This should be a time of excitement for me and in many ways it is. I’ll soon leave Hawaii for a new life elsewhere. I’ve always looked forward to changes like this with great hope. This time is no different.
At the same time, I feel a deep sadness at leaving a home my wife and I raised three daughters in. There are many memories in this house, enough to last a lifetime.
It isn’t a house alone, though, that makes a family. A house is merely a man-made structure, the modern equivalent of a caveman’s natural dwelling.
A house needs people in it. I’ve always felt strongly that I could be happy anywhere if I were with someone I love.
When my wife passed away, I found living alone intolerable. I finally decided to sell the house and take my chances somewhere else.
The choices are many, daughters scattered all over the country and assorted relatives up and down the Bay Area and in other parts of the West Coast. I am familiar with all of the areas where kin folk live and in many other places without relatives.
But familiarity doesn’t necessarily translate into liking. We can be familiar with a place and yet thoroughly dislike it. We can also be unfamiliar with a place and think we may like it.
That’s how I felt about the Carson Valley running South of Reno through towns like Carson City, Minden, and Gardnerville.
The Carson Valley is a lush farming and ranching area in the shadow of the Sierra Nevada mountain range. The small towns I mention are both historic and modern. Minden has become a preferred retirement area for retirees primarily from California, or as the locals call them, “Calis,” used derisively to describe anyone from anywhere who has moved into the area and driven up real estate prices.
Be that as it may, Minden is a hop skip and a jump from Lake Tahoe if you don’t mind driving straight up the Eastern escarpment of the Sierras.
And that is what we did on a recent trip to Reno. We drove south from Reno, down the length of the Carson Valley, through Carson City and Minden and almost straight up to Tahoe. It was a beautiful drive and Minden was everything I imagined it would be.
The only hitch in my Carson Valley living plan is an almost insurmountable one: no family. None, nil, Nada. So much for Eastern Nevada.
At any rate, I finally decided on a temporary base of operations near a daughter from which I could take my time and check out some locations where other relatives live.
I don’t know how things will turn out. I’ve been seriously thinking about buying a cheap condo in a couple or three different places, if there is such a thing as a cheap anything. That way I can spend a few months here, a few months there, and a few months over yonder.
One thing I know for sure. I’ll continue to write a couple of blogs. One is about the San Francisco Bay Area. San Francisco is my favorite city in the whole world. If I had the money, I’d buy a place there and hang around City Hall. The politics of the City are intriguing to the nth degree, sometimes just outright loony.
But right now, I’m on hold, waiting for the closing on my house, the day I give my keys to the buyer and he gives me the money. After that, no matter what I eventually decide on, I’ll flutter around like a bird looking for its nest.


■ Assignment ■
Only the text belongs in the answer: every line of the records below, transcribed exactly.

■ Dataset entries ■
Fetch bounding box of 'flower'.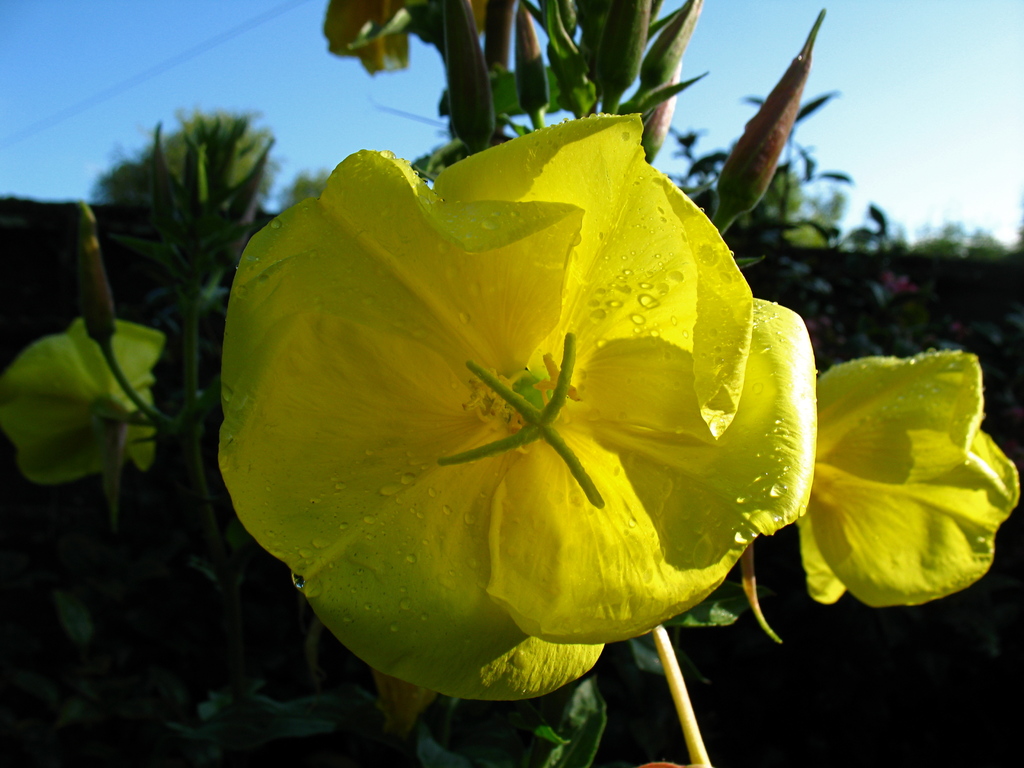
Bbox: l=216, t=108, r=819, b=701.
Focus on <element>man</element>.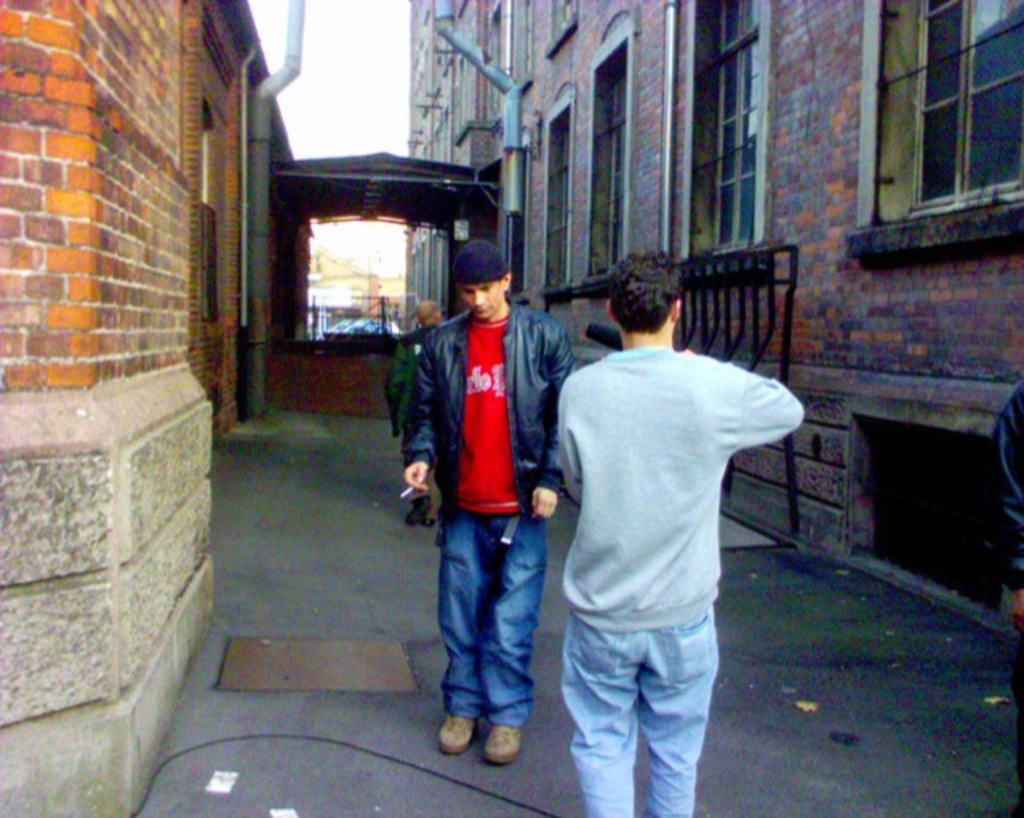
Focused at box=[387, 240, 576, 762].
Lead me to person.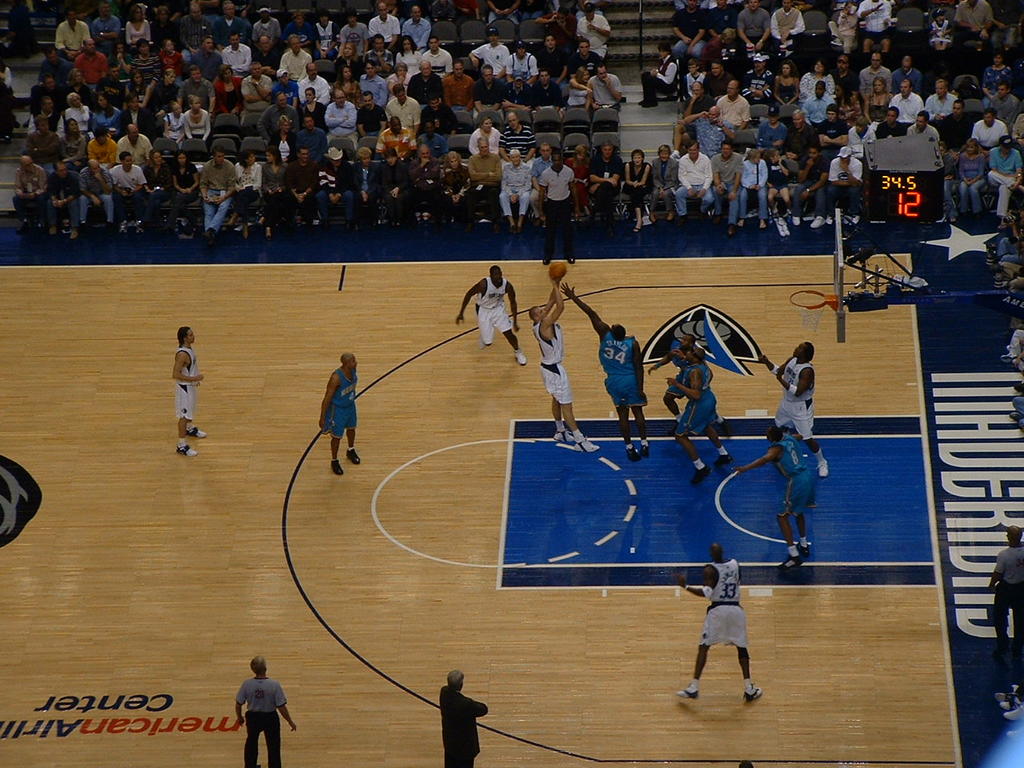
Lead to 76:37:106:88.
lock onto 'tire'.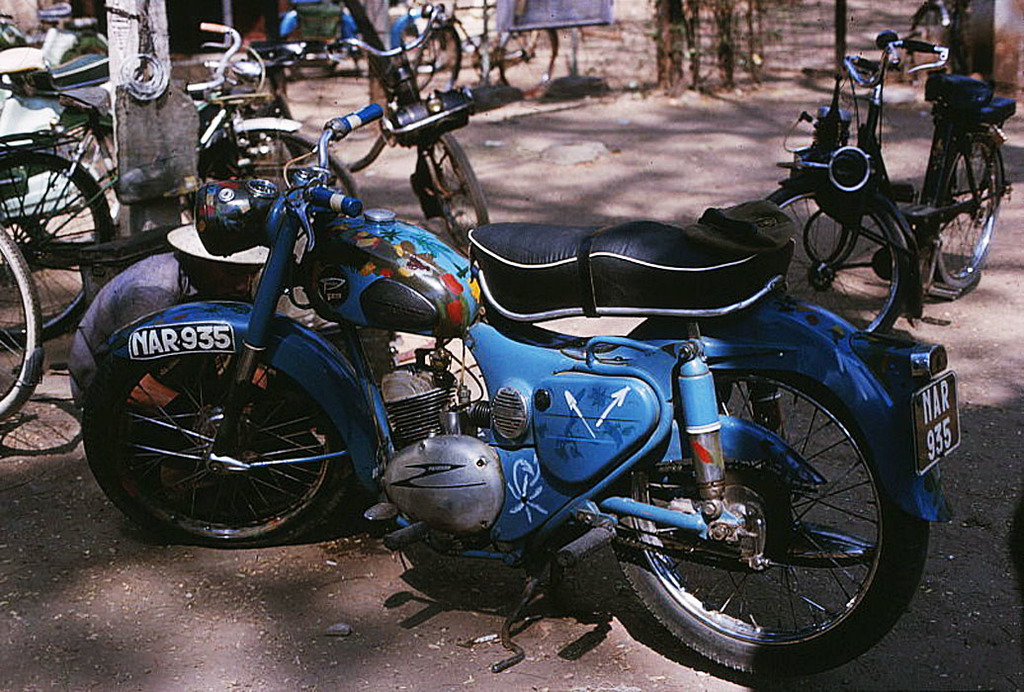
Locked: [0,154,115,343].
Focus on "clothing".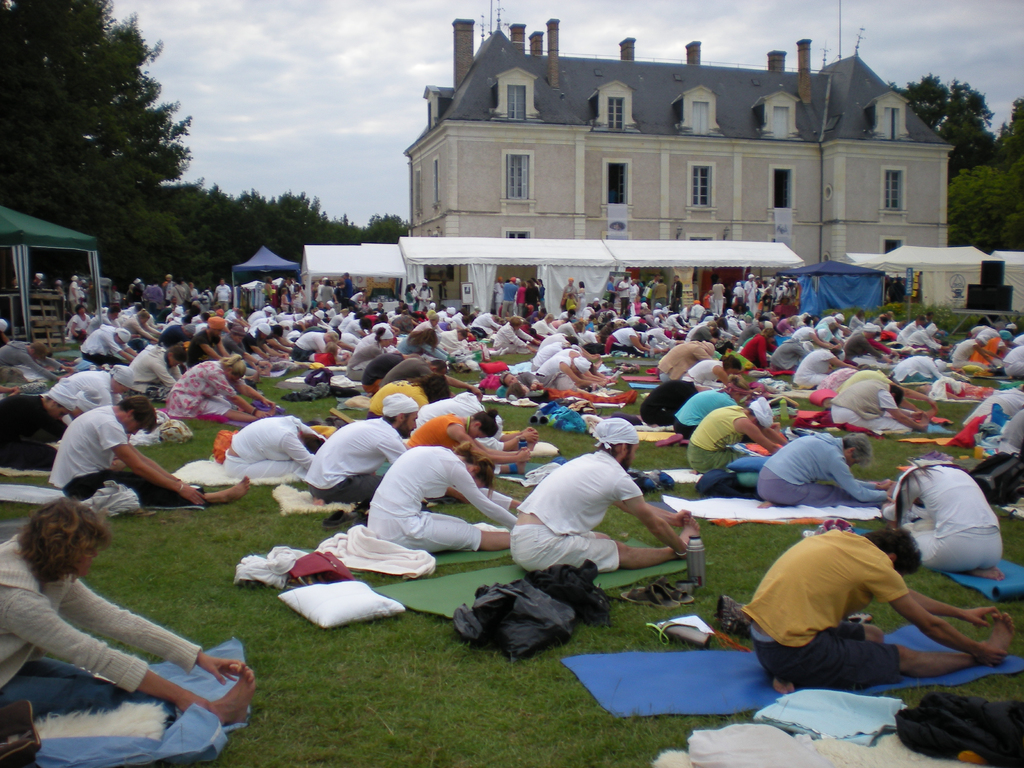
Focused at l=696, t=323, r=711, b=342.
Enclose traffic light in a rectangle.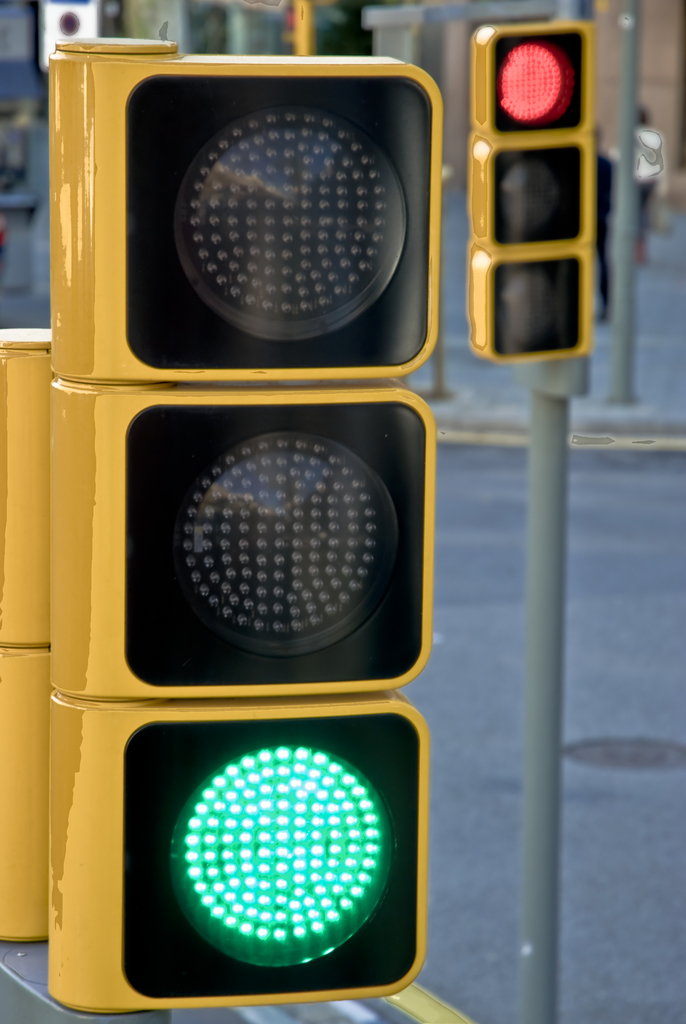
469/18/593/363.
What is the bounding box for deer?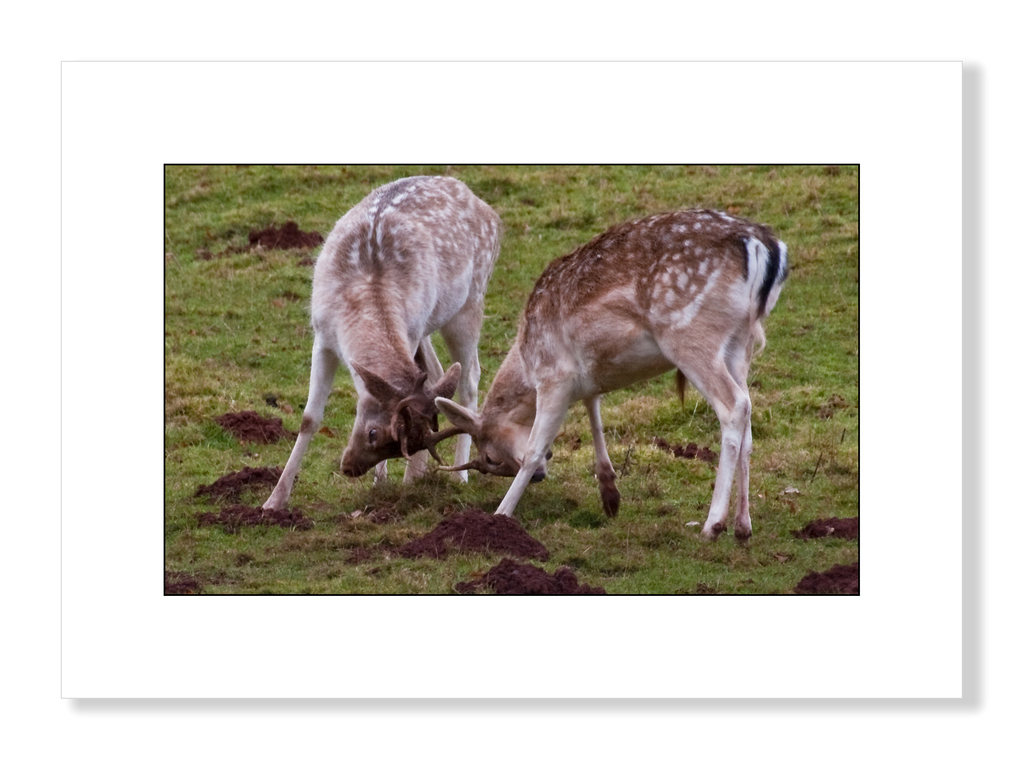
box=[435, 208, 789, 542].
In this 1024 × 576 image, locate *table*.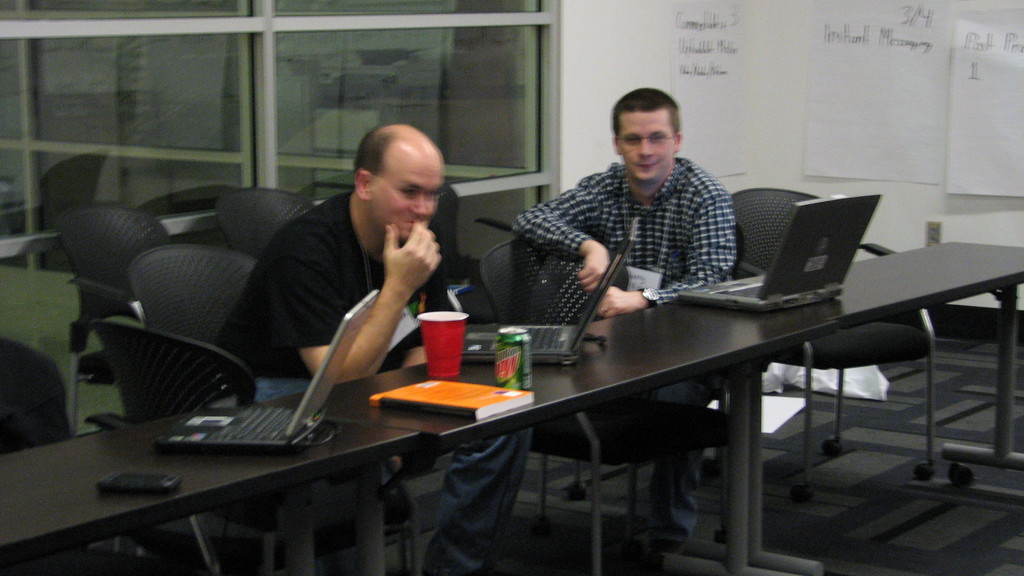
Bounding box: box(276, 236, 1023, 575).
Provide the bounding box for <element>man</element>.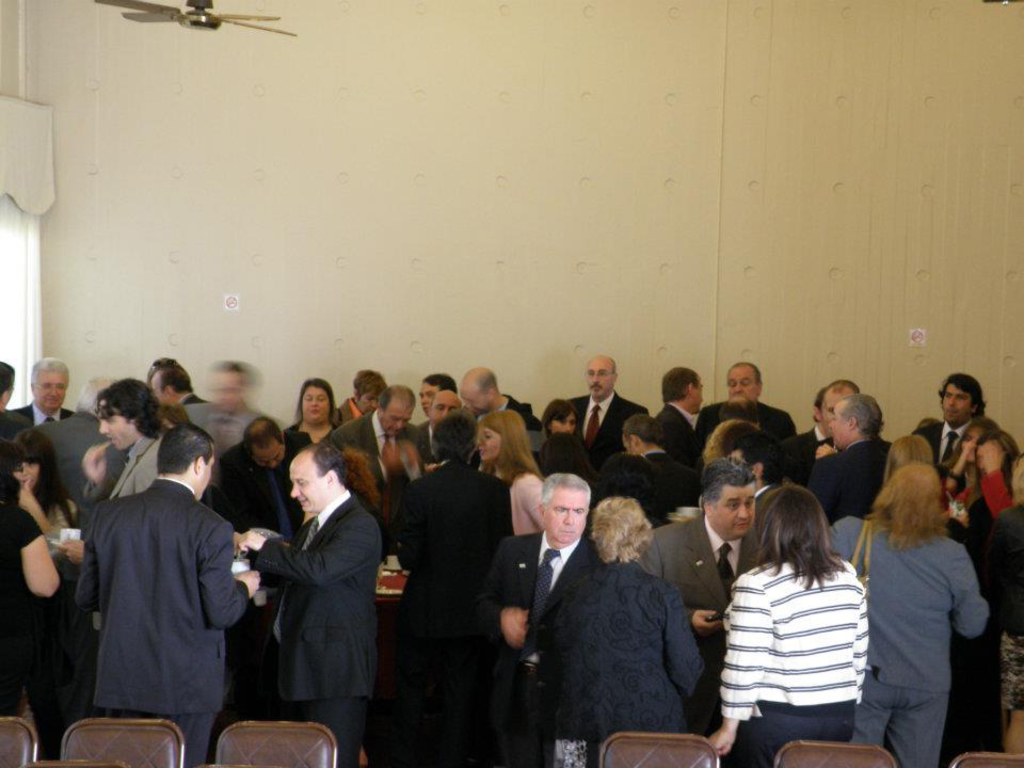
[left=59, top=395, right=261, bottom=763].
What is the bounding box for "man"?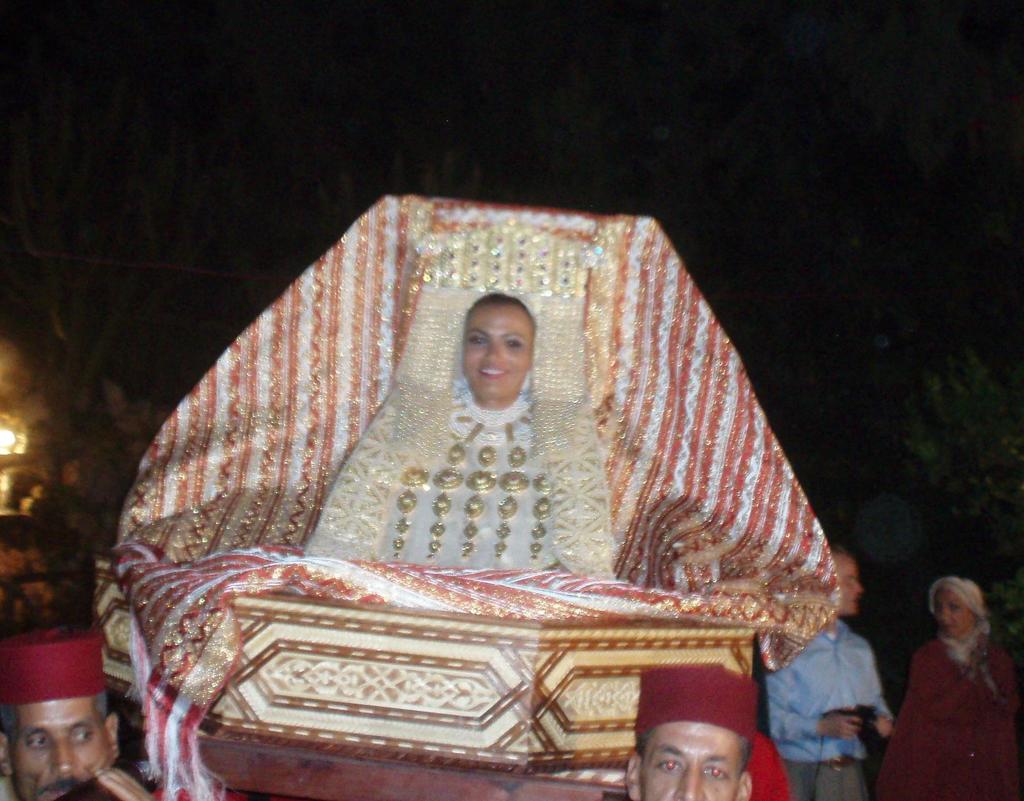
pyautogui.locateOnScreen(622, 665, 753, 800).
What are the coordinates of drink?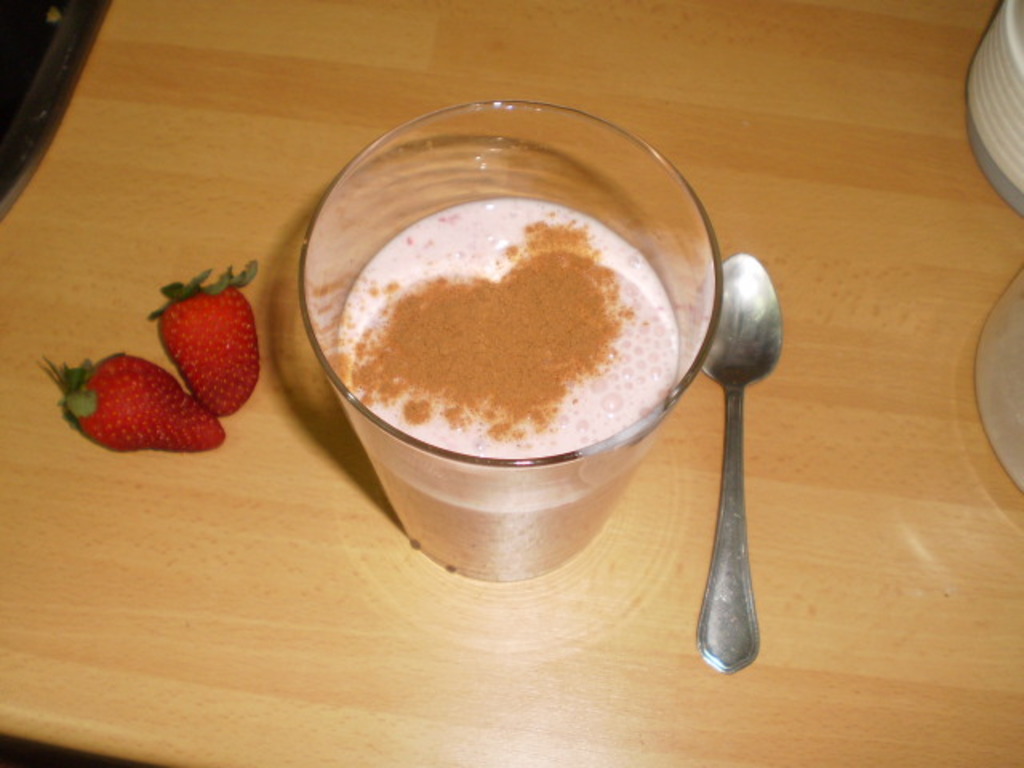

■ The completed task ■
Fetch bounding box of 'flower'.
Bbox: l=216, t=108, r=819, b=701.
Focus on <element>man</element>.
Focused at box=[387, 240, 576, 762].
Lead me to person.
Lead to 76:37:106:88.
lock onto 'tire'.
Locked: [0,154,115,343].
Focus on "clothing".
Focused at l=696, t=323, r=711, b=342.
Enclose traffic light in a rectangle.
469/18/593/363.
What is the bounding box for deer?
box=[435, 208, 789, 542].
In this 1024 × 576 image, locate *table*.
Bounding box: box(276, 236, 1023, 575).
Provide the bounding box for <element>man</element>.
[left=59, top=395, right=261, bottom=763].
What is the bounding box for "man"?
pyautogui.locateOnScreen(622, 665, 753, 800).
What are the coordinates of drink?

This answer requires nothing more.